There are probably similar optimizations in Javascript/v8. Did you write benchmarks highlighting the "n squared complexity" of the |
I've never heard anyone claim that JS shift/unshift are O(1). I did in fact do some research to verify before I opened this ticket. SpiderMonkey optimizes by copying the entire array into new memory instead of moving every element, but it's still not the right complexity class. See: https://stackoverflow.com/questions/44031591/performance-of-array-push-vs-array-unshift. |
Here's more data for you: https://jsperf.com/array-push-vs-unshift. No graph, but it confirms that v8 also does not implement an O(1) opt. |
Interesting it seems like it could be interesting to investigate. Be sure that I was not judging you in my message and I am sorry if my tone sounded dubious. it is just that sometimes v8 auto-optimisations go a long way and I am surprised that unshift gets a so bad performance compared to what perl seem to be doing. I did not participate in the |
I just opened the code I did not realize it is a very small module beeing mainly a wrapper around the shift/unshift functions. Maybe it is easy to swap things and test it all with pug-parser.

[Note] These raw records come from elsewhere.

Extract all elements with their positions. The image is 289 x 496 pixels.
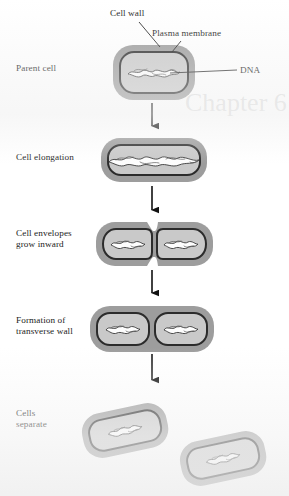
stage-label-cell-elongation: Cell elongation — [16, 152, 74, 163]
stage-cell-formation-of-transverse-wall — [90, 306, 214, 352]
stage-cell-cell-elongation — [101, 138, 207, 182]
stage-label-formation-of-transverse-wall: Formation of transverse wall — [16, 315, 73, 337]
stage-label-cell-envelopes-grow-inward: Cell envelopes grow inward — [16, 228, 72, 250]
callout-label-cell-wall: Cell wall — [110, 8, 144, 18]
stage-cell-cells-separate-left — [78, 400, 171, 462]
callout-label-dna: DNA — [240, 65, 260, 75]
stage-cell-cells-separate-right — [176, 428, 269, 490]
stage-label-cells-separate: Cells separate — [16, 408, 47, 430]
binary-fission-figure: Chapter 6 Parent cell Cell elongation Ce… — [0, 0, 289, 496]
stage-cell-cell-envelopes-grow-inward — [96, 222, 213, 266]
stage-label-parent-cell: Parent cell — [16, 63, 56, 74]
callout-label-plasma-membrane: Plasma membrane — [152, 28, 221, 38]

It could indeed make a performance improvement if the O(n) complexity is heavily hit during the parsing that would be a great discovery ! |
Yeah that's kind of the curse of JS -- perf isn't explicit and it's hard to keep track of which optimizations are where and whether they can be relied on. Looking at the code the weirdest bit is that an external array is mutated. Using this class may have side effects. If you copy the array then you could just reverse it in the constructor, swap all the access logic around, and you'd be fine. I thought you might even be able to replace array mutation with simple indexing, but then the |
Since mutation of the passed array is surprising and not documented, I'd consider changing that behavior a semver-patch bugfix. |
I think that this module is mainly used as a wrapper around the array adding a sort of parsing oriented syntaxic sugar so dependent modules are probably aware and ok with the mutation that occurs. I found this jsperf - https://jsperf.com/ilogico-reverse-and-pop-vs-shift - that seems to show that "reverse + pop" is nearly equivalent to shift (the manual reverse + pop is 2x better than shift though) I think it needs experimentation to see if this would make a big difference of not for pugjs and if/where the reverse should be taking place. The tokens here are coming from Or there are maybe modules like https://www.npmjs.com/package/fast-list but then that might cause a problem with |
@conartist6 Thanks for reporting this. You're totally right that this is probably causing significantly worse perf in pug than it should be. I wrote this a long time ago and have had to resolve issues just like this on other libraries I maintain (e.g. throat's heavily optimised queue implementation). I think the best option here will be to just track the index in the Array without actually removing values. Since the tokens array is usually short-lived, that should be pretty efficient. |
I was just looking for references on parser core implementation, and I happened to find this repo. I thought it worth pointing out that this implementation has n squared complexity (on the number of tokens) where it should be linear. This is the result of using shift and unshift to manipulate the tokens array instead of push and pop. Shift is, of course, an O(n) operation on an array as every existing value must move to a new index.